For years, Google Maps has been a go-to tool for millions worldwide, seamlessly integrated into search results for instant access to directions, locations, and more. But if you’ve noticed something missing recently, you’re not imagining things. Due to European Union regulations, Google has been forced to remove its Maps functionality from its search results, marking a significant shift in how we interact with the tech giant’s ecosystem.
In Firefox, I have had any search starting with “gm” set up to do a Google Maps search. So “gm Omaha” will go to Omaha.
That is, I create a bookmark that’s aimed at:
and then in the Bookmark Manager, set the keyword to “gm”.
Kagi – which uses bang prefixes to do searches on external sites – appears to have done the same thing on the service side with “!gm”. So “!gm Omaha”. (They normally have their own, OpenStreetMap-based map thing, but if you want to do Google Maps, that’ll do it.)
EDIT: For some reason, the Lemmy Web UI seems determined to convert “%s” to “%25s” in the URL above, and I can’t seem to find an escape sequence that avoids that. It’s intended to just be “%s”.
I use DuckDuckGo so I use
!m
.%25 is the URL encoding for 0x25 (or 37 decimal), the ASCII code for the percent sign. Basically it seems to recognize that it is a URL and then URL-encode characters that are not allowed in URLs
Probably it should only do so if the link is actually being hyperlinked which doesn’t happen for blockquoted text, so I guess it’s probably a Lemmy bug.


EXERCISE ->
Each line from the one containing "Image dimensions: 768px" through the last line of the records is to be repeated exactly, with all pictures left out.

------

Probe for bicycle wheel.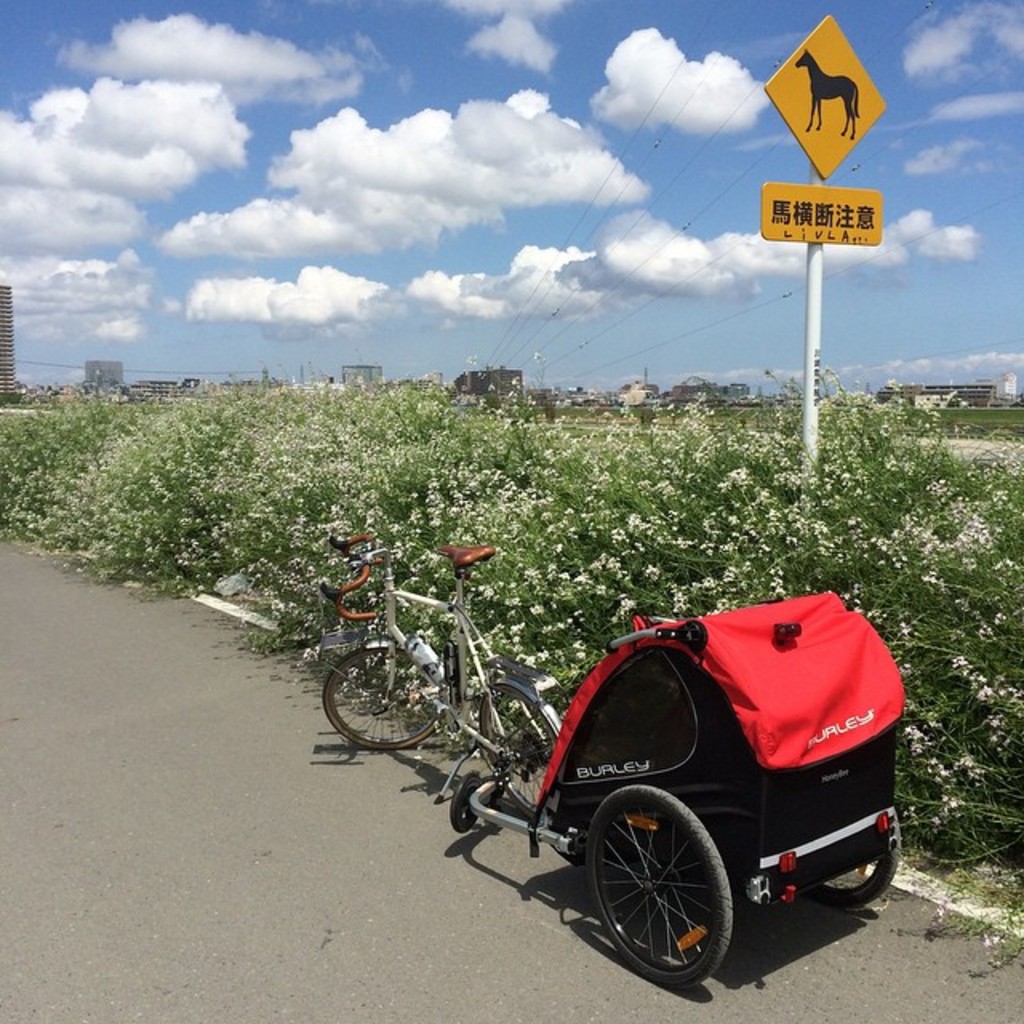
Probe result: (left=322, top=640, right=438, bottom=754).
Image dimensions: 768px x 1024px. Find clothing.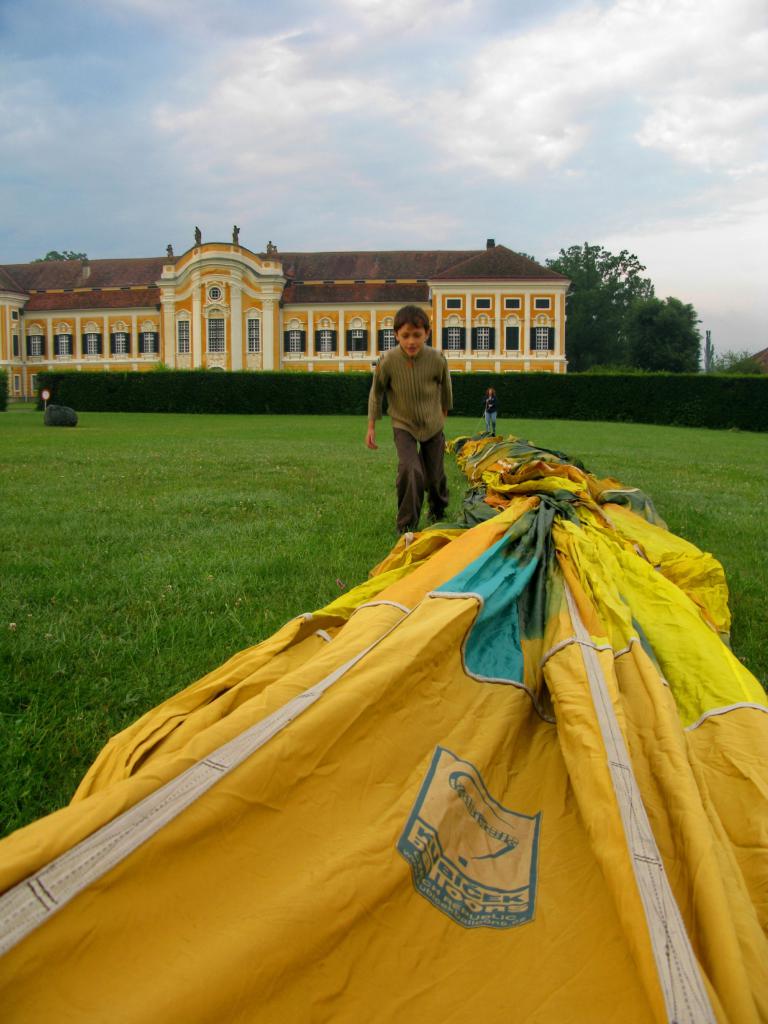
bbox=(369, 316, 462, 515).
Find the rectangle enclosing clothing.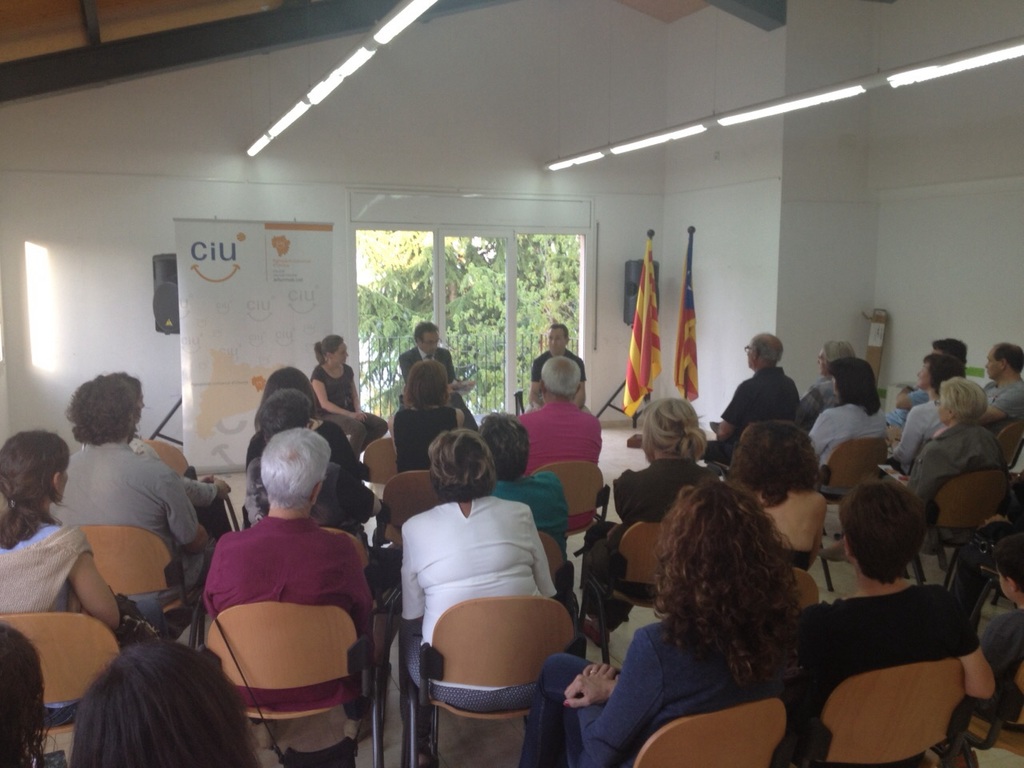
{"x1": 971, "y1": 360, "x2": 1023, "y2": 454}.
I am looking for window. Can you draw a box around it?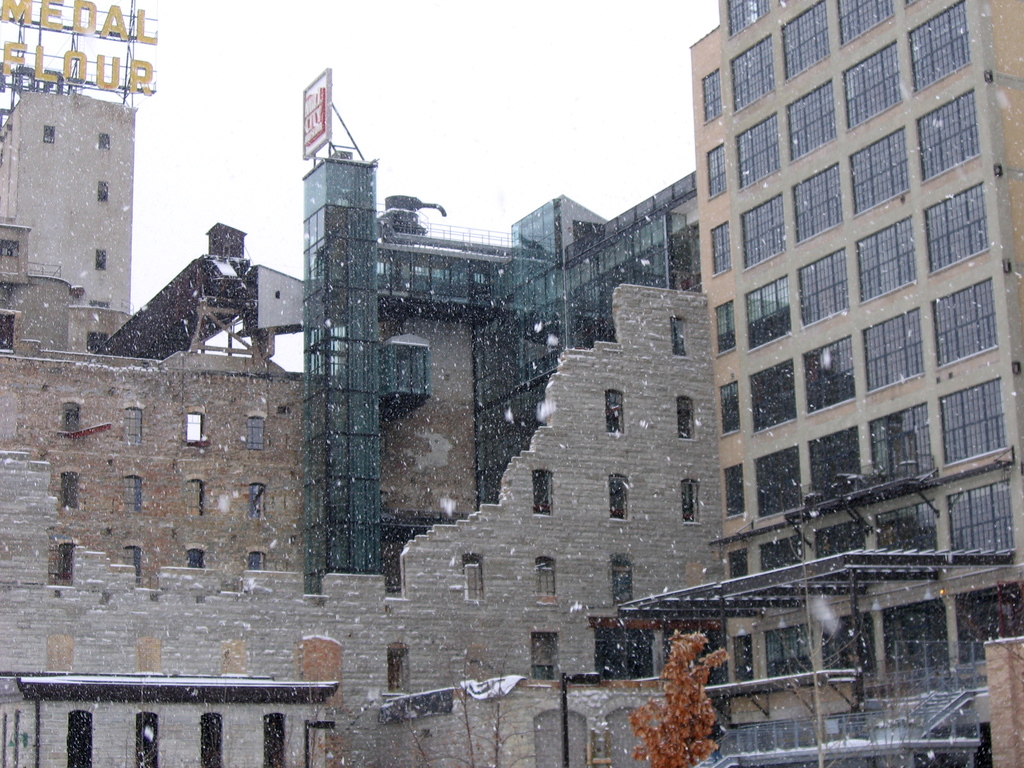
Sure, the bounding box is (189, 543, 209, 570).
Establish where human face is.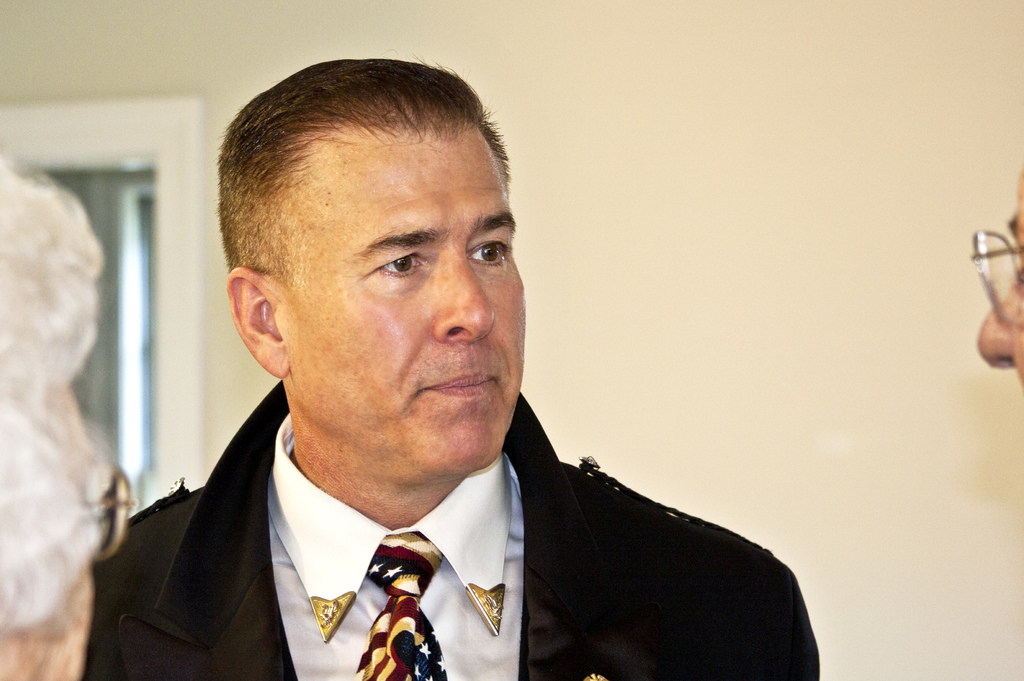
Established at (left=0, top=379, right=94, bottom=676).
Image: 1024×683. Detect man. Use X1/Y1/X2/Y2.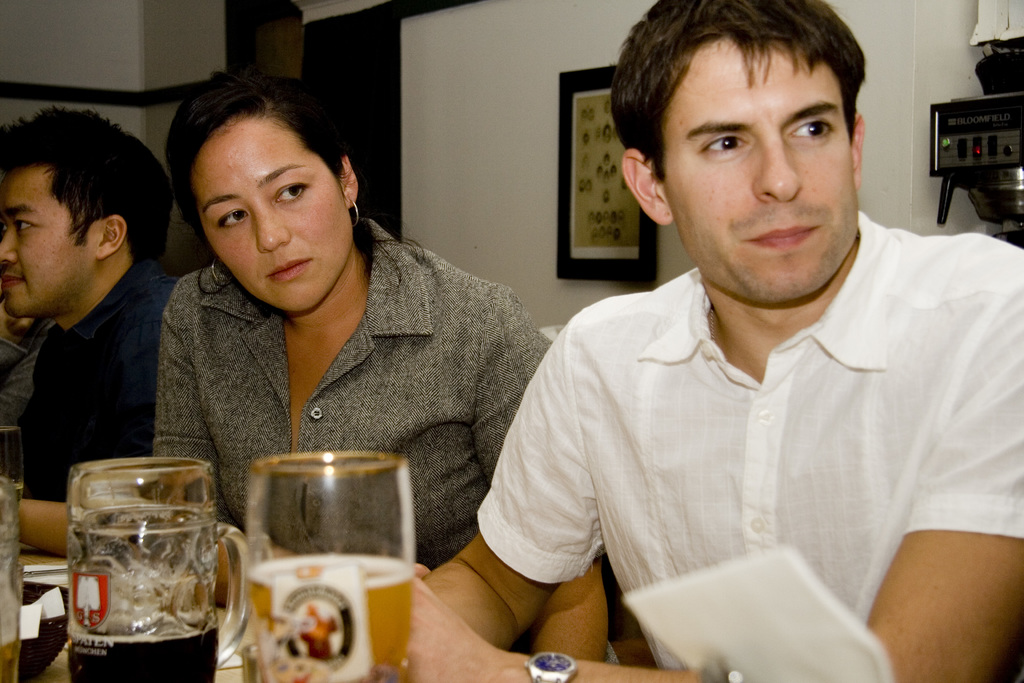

------

SOLUTION ->
Image dimensions: 768px x 1024px. Find clothing.
bbox=(369, 316, 462, 515).
Find the rectangle enclosing clothing.
{"x1": 971, "y1": 360, "x2": 1023, "y2": 454}.
I am looking for window. Can you draw a box around it?
Sure, the bounding box is (189, 543, 209, 570).
Establish where human face is.
Established at (left=0, top=379, right=94, bottom=676).
Image: 1024×683. Detect man. Use X1/Y1/X2/Y2.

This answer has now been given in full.